Ecosend and Automattic (wordpress.com) have a lot to say about climate - I’ll unpick that later.
Stripe Climate: a big bet on Direct Air Capture (or, kicking the can down the road)
Buttondown and Ghost use Stripe Climate to meet their climate commitments. Stripe Climate’s approach is all about carbon capture, including direct air capture. I’m persuaded that there are better and more impactful ways to fight climate change. See appendix A for details, or just read this piece by MIT Tech.
Content policies
None of the platforms I reviewed had an upfront “here is what we do and do not allow” statement.
Buttondown and Beehiiv’s CEOs both made anti-nazi statements in public, but not on their websites.
As an experiment, I tried to find far-right newsletters hosted on each platform (this was not fun). The only one I found was on Buttondown - who took it down immediately.
Legal eagle eye
Ghost, Beehiiv and Buttondown have standard TOS / AUP language about not inciting violence. But then, so does substack:
Substack left the door open for the far-right authors, as long as they don’t openly call for violence. So, it comes down to how each platform chooses to interpret their legal terms.
Coming in part 2!
I blew past the word limit, so let’s stop here. Coming next:
feature evaluation
comparing values
Thanks for reading!
Reader interest poll (please do this)
Did anyone make it to the bottom of this essay? Please click so I can get a sense of whether to keep doing this sort of thing.
APPENDIX A: STRIPE CLIMATE
I don’t love Stripe Climate because it only looks to the “capture” part of avoid-reduce-capture. Carbon capture is unproven and distracts from cheaper methods that prevent CO2 in the first place (according to the U.N.).
How it works: Stripe Climate passes money through to Frontier Climate, who invest it with their portfolio of carbon removal startups. The startups make a pledge that they will then store a certain amount of CO2, in the future, once they have figured out how.

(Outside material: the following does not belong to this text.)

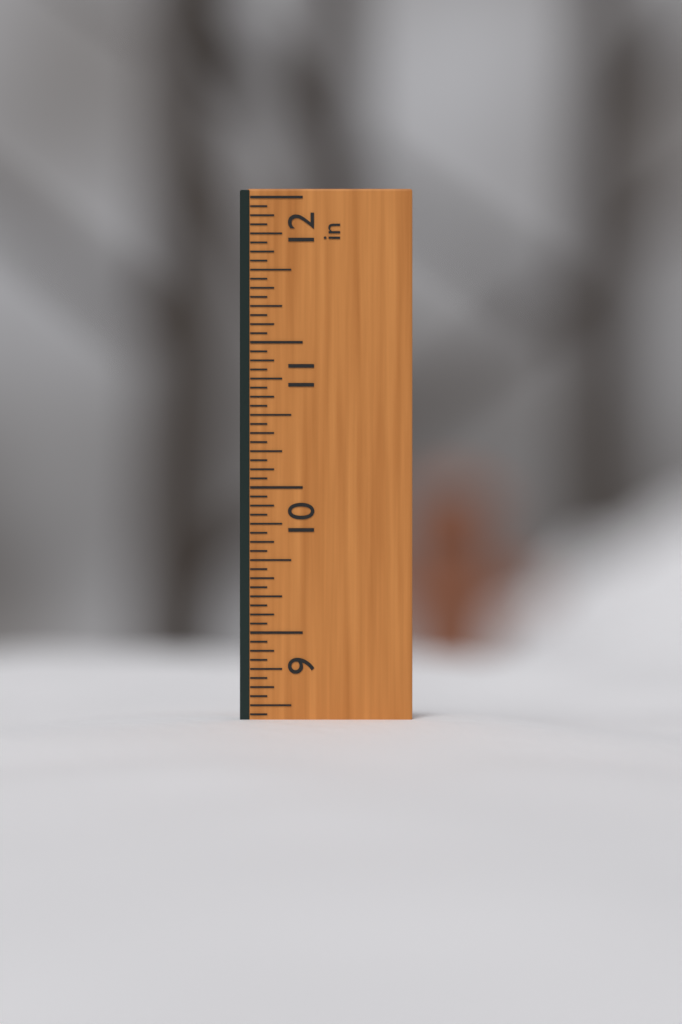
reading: 8.4000 in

These projects might store carbon in the future, they might scale, and they could possibly become cheap enough to be worth it. Or, not. Sez Frontier:
Because the carbon removal industry is in its early stages, it’s likely that some suppliers will be delayed or fail to deliver. Accordingly, Frontier cannot provide specific dates, protocols, annual amounts of carbon removed, governing standards, registry names, and other details until the carbon removal tons are verified and delivered. - Frontier’s Disclosure
In other words, a gamble.
And it’s expensive. Frontier has collected $277.4M, and delivered 1,716 tons CO2 - with another 510,205 tons “contracted”.
The math sucks (but not CO2 lol). You can buy traditional offsets for 1,716 tons CO2 for $34,000. Conversely, $277M would buy 13,850,000 tons of quality offsets.

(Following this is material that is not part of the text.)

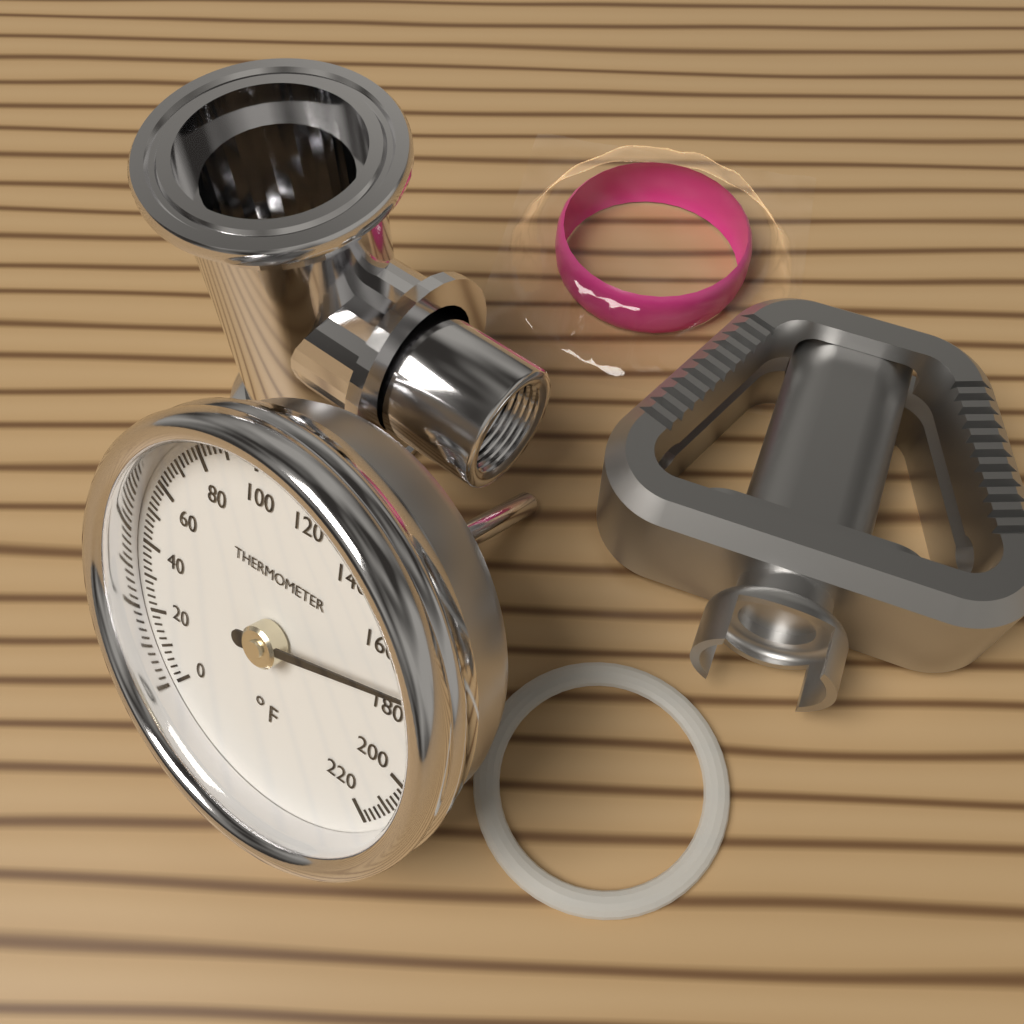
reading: 172 °F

Offsets are also problematic, true. One solution: invest in carbon avoidance projects directly. For instance - food waste reduction initiatives, insulation for low income housing. Or just build one giant solar farm - like this $200M, 134 megawatt example. Which would avoid 25,000 tons of CO2 a year, every year.
The priority is cutting emissions, now. Stripe’s projects don’t do that.

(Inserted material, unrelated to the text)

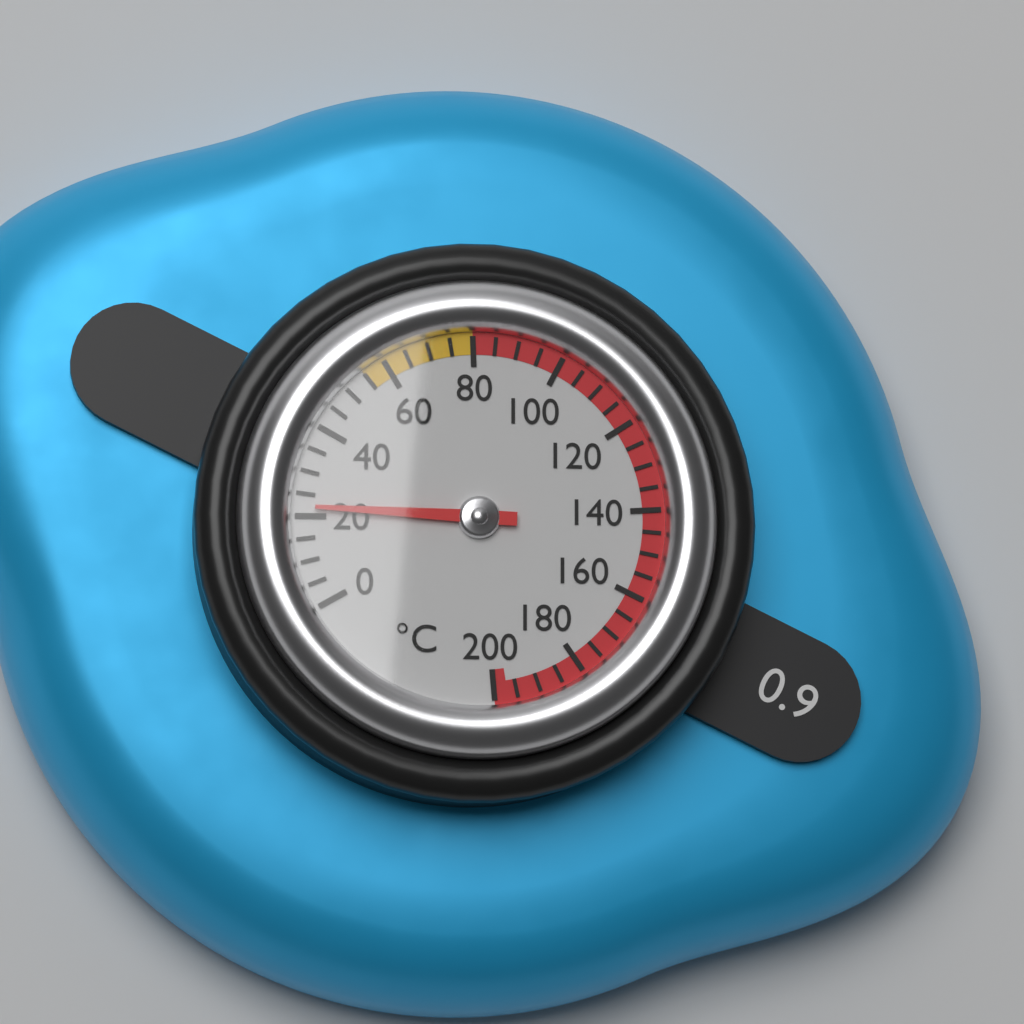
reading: 22 °C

The case for carbon avoidance technologies: A megaton of prevention is worth a gigaton of cure (World Economic Forum)
Carbon removal hype is becoming a dangerous distraction (MIT Technology Review)
And another thing: deceptive design
The consumer-facing version of Stripe Climate is borderline deceptive. Customers clicking the “donate for carbon removal” are probably thinking that they are somehow offsetting the CO2 associated with their order. Which isn’t what is happening.